After a lesson, be reluctant to help.

Say often, “You don’t need me.” “You can do this.” “I believe in you.”

Stop coddling.

Extend independent work time.

Teach the whole class instead of individuals.

Have a sink or swim mentality. (They’ll swim if you let them.)

Raise standards and assume they can handle it.

Relentlessly push for more and more each day.

Don’t micromanage.

Be clear and detailed, then shift responsibility.

Accept no excuses.

Most of all, though, you have to believe. Some teachers will never get there. They feel their students are victims who need saving, “justice,” or creature comfort in order to learn.

This is a lie from the pit of Hades.

Unless a student has an intellectual disability, there is no reason for them not to succeed in school. Yes, they have mountains to climb. Some have trauma and tough home lives. Yes, yes, and yes. Agreed.

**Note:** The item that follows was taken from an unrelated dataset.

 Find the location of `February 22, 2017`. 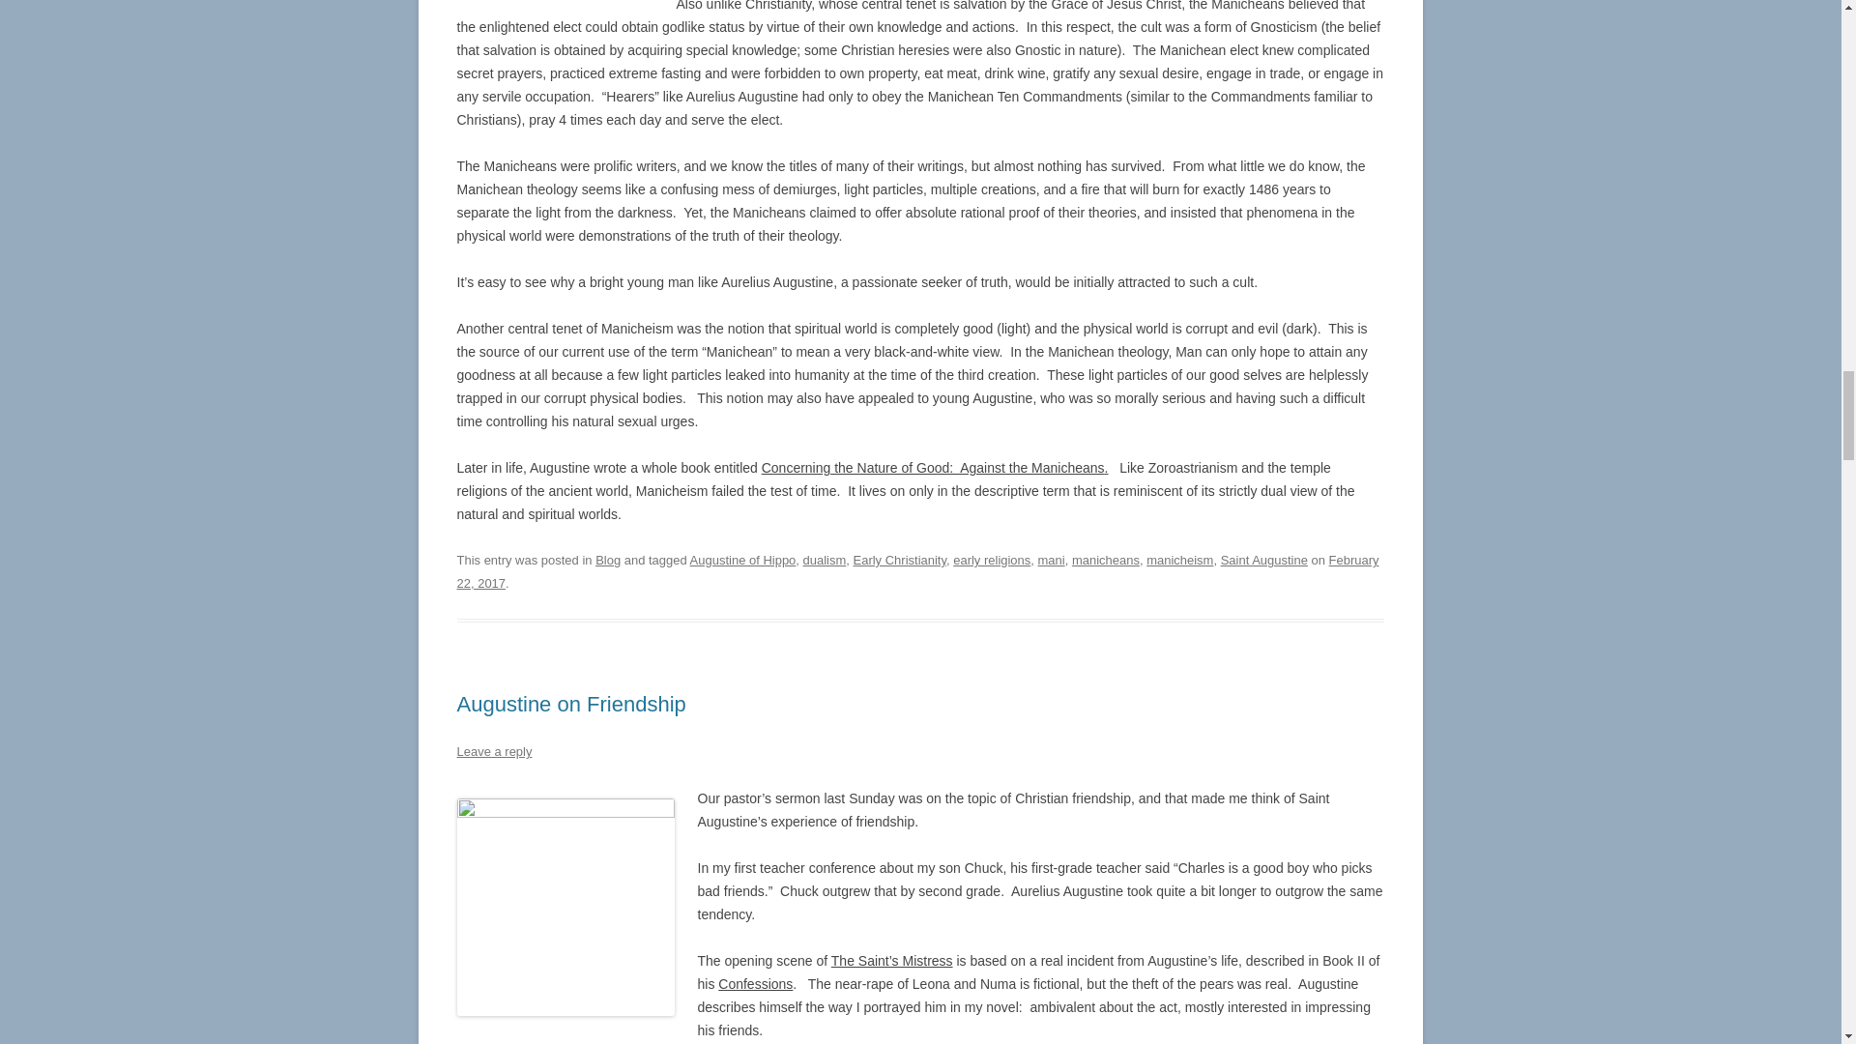

February 22, 2017 is located at coordinates (917, 572).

Although we’re always kind and understanding, and do whatever we can to help remove barriers, the worst thing you can do to them is lower the bar—for any reason.

Education is the way out, over, and through. I don’t mean via college, per se. I mean the ability to read, write, and communicate well, and the confidence to know they can learn anything, is a superpower they can take with them anywhere.

This is but one article. Many related topics, including the ideas above, have been covered extensively on this website and in our books. I encourage you to dig deeper. Use the Search bar at top. Peruse the archive at bottom right.

But just know this about making a difference as a teacher: It begins with you and how you see your students.

If you can make the switch from believing they’re at the mercy of circumstance to smart, capable people who have the power to succeed just as they are, despite it all, their lives will be transformed in nine months.